DOS requires BIOS, all new computers have UEFI, it was discussed in another thread. So, it still exist but useless in this aspect.

Regarding the X11 forwarding: it's useful for simple GUI applications only, in most cases I needed it, it was absolutely useless if not on the same LAN, the latency makes complex GUIs unusable. So, that's a good feature, but for those rare cases I need remote GUI, I can use vnc/rdp.

Thank you for your post and giving feedbacks about X11 forward.

Today, there are probably some users using X forward. Poll may give some information, maybe.

The latency comes from the library spaghettis.

A good way to test the fact is by self compiling xmessage (or alternatives) and to try with ssh X forward.
More importantly. the fact of using x11 library only: xedit, xeyes, xfig, xmessage "hello world" ... work extremely fast over 5'000-10'000 km distance over ssh. This is ok for the classical X11 utilities and all software that are using X11 only.

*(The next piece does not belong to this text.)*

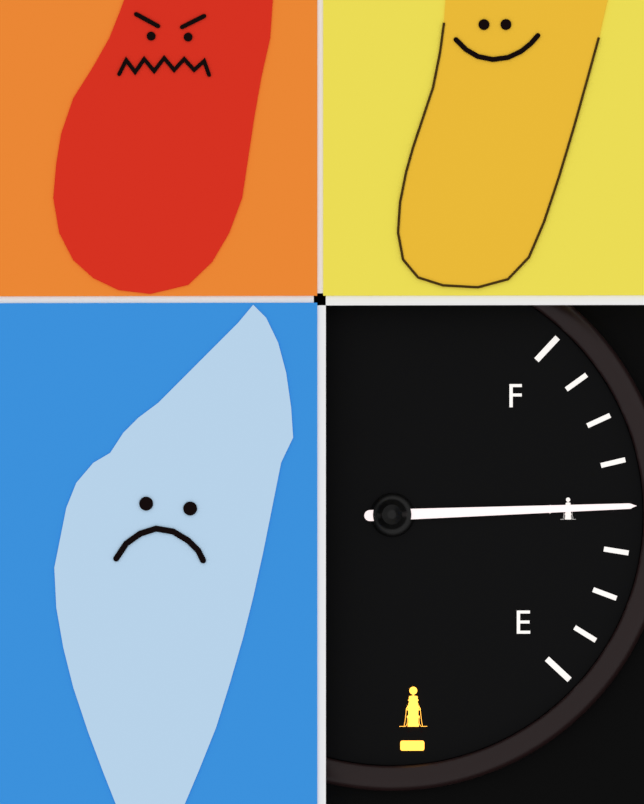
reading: 0.500 (no unit)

what do you use then to see X11 applications ?

  • teamviewer
  • vnc
...
 
what do you use then to see X11 applications ?
• teamviewer
• vnc
Well, teamviewer is not native for UNIX-like OSs, I use it only to access Windows machines.
Vnc is the easiest. To access X servers I use net/x11vnc, if they are behind NAT/firewall I use ssh tunnels.
By the way, the official teamviewer works fine in wine as a client (haven't tried as server).
 
Well, teamviewer is not native for UNIX-like OSs, I use it only to access Windows machines.
Vnc is the easiest. To access X servers I use net/x11vnc, if they are behind NAT/firewall I use ssh tunnels.
By the way, the official teamviewer works fine in wine as a client (haven't tried as server).

Aren't you worried about the necessity of higher hardware perfs to be using it?
 
Aren't you worried about the necessity of higher hardware perfs to be using it?
No, I don't since we're limited by the network performance which is on a par with, let's say, a simplest framebuffer. In other words, your accelerated graphics is not gonna help you in such cases anyway.
 
Wayland, by design, doesn't support 'Color Management', leave alone ICC profiles (apparently Wayland developers don't know what 'Color' is). If you wanna have any kind of color management in Wayland, you will need to embed and manage that separated in every single program.

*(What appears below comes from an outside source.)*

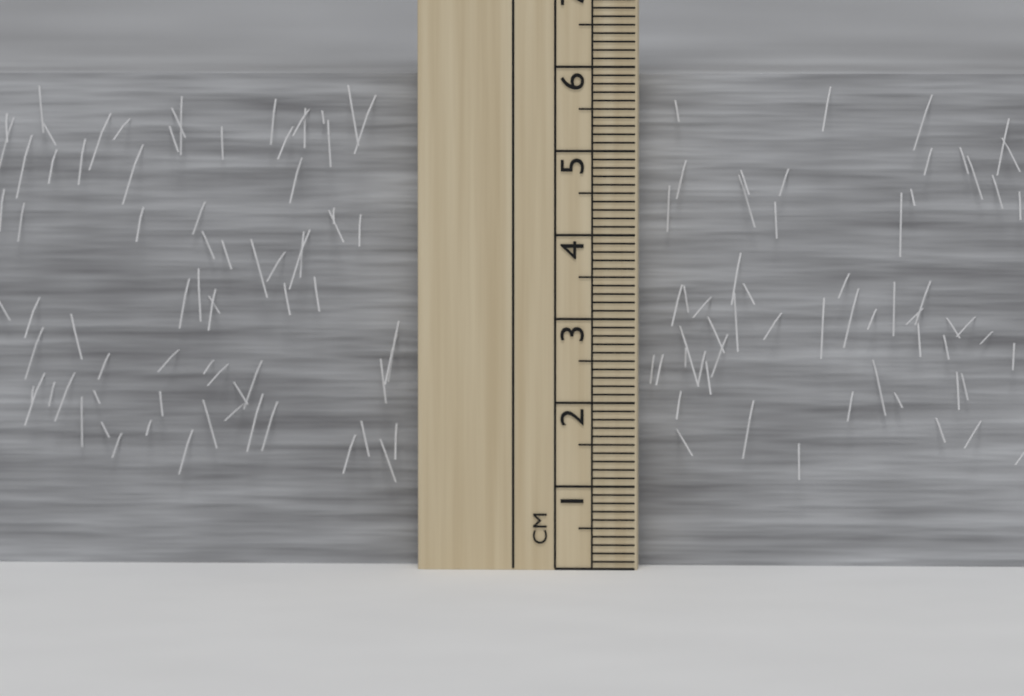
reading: 5.9 cm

A desktop without 'Color Management' is useless for anything remotely serious. I am sure they can add it later, but I am also sure it will be a hack. "Great design" from something that is advertised as the new morden, cool and hot thing for Linux desktops.

Well Xorg, with its err... 35 years(?), at least have some arcane but functional color management.

So, in short, Wayland is a joke.
 
X11 is a GUI application framework (a set of protocols actually) running on top of that OS.

I think, its more protocols than GUI application framework.

I have in my desktop, where the X server runs, the file .xserverrc (since a while necessary) with:

Code:
# cat .xserverrc
exec Xorg -listen tcp

And I type there something like xhost +. Then connect my laptop with a cross over cable to the desktop, make the Tcp/IP connection and call from there for example env DISPLAY IP-of-Desktop:0.0 xterm, then I have in my Desktop windows from the Desktop and from the Laptop. I do continuously such things: THAT is the very X11, and not just a GUI.
 
For having only one terminal displaying windows for controlling many devices.

It is necessary because one cannot sit on many chairs at the same time.

It is also practical to have a unified display, you do copy and paste in the different windows.

That was the original idea of X, and not to do just a GUI.

And one need a standard protocol, it can be something different from X, but it must be something and X is something.